澳洲牛肉關稅加徵 55%:一堂貿易保障措施與供應鏈經濟學課
China's Ministry of Commerce announced on June 19, 2026 that an additional 55% tariff will be imposed on Australian beef imports starting June 20, after the cumulative import volume reached 100% of the safeguard trigger quantity specified in MOFCOM Announcement No. 87 of 2025.
The announcement is procedural and follows WTO-consistent safeguard rules. But the economic implications reach further: Australian beef accounts for a significant share of China's imported beef market, and the price gap between imported and domestic beef has been a persistent source of tension for domestic ranchers.
Knowledge point: how trade safeguards actually work
A safeguard measure is different from an anti-dumping duty. It is not about punishing unfair trade — it is a temporary relief valve. When imports surge and cause or threaten serious injury to a domestic industry, WTO rules permit a member to raise tariffs above bound rates for a limited period.
The key mechanism here: China set a volume-based trigger. Once Australian beef imports crossed that threshold, the additional tariff became automatic. This design reduces discretion, increases predictability, and gives exporters a clear signal about when costs will rise.
What it means for supply chains
The immediate effect is a cost increase for importers and downstream buyers — restaurants, food processors, and retail chains that rely on Australian beef. Some will absorb the cost; others will switch to alternative sources (Brazil, Argentina, New Zealand) or shift toward domestic supply.
The knowledge takeaway: trade policy instruments are not just abstract diplomatic tools. They reshape procurement decisions, cold-chain logistics, and consumer prices within weeks. Understanding safeguards helps businesses anticipate cost shocks and diversify supply before triggers fire.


**TASK BRIEF**
Return copies of the lines below that mention "pixels".

**GIVEN RECORDS**

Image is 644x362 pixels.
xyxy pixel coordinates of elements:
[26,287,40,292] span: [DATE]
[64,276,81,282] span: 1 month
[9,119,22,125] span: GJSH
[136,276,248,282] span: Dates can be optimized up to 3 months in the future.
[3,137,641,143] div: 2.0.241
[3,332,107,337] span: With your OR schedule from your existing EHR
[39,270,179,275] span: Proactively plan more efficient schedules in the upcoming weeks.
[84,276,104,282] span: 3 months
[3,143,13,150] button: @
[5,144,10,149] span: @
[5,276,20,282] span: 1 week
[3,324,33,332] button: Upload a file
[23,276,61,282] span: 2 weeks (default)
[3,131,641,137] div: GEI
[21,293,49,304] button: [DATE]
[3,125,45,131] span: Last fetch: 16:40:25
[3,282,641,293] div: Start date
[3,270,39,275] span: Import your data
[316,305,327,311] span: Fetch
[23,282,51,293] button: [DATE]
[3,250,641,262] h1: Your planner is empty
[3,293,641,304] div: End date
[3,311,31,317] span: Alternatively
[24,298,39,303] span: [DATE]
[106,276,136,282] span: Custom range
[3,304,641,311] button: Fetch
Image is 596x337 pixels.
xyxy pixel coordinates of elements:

--

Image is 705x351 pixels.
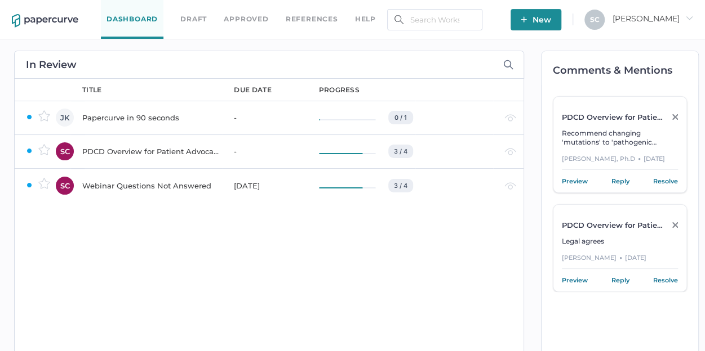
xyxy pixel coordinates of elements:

**WRITTEN ANSWER**
Image is 644x362 pixels.
Image is 596x337 pixels.
Image is 705x351 pixels.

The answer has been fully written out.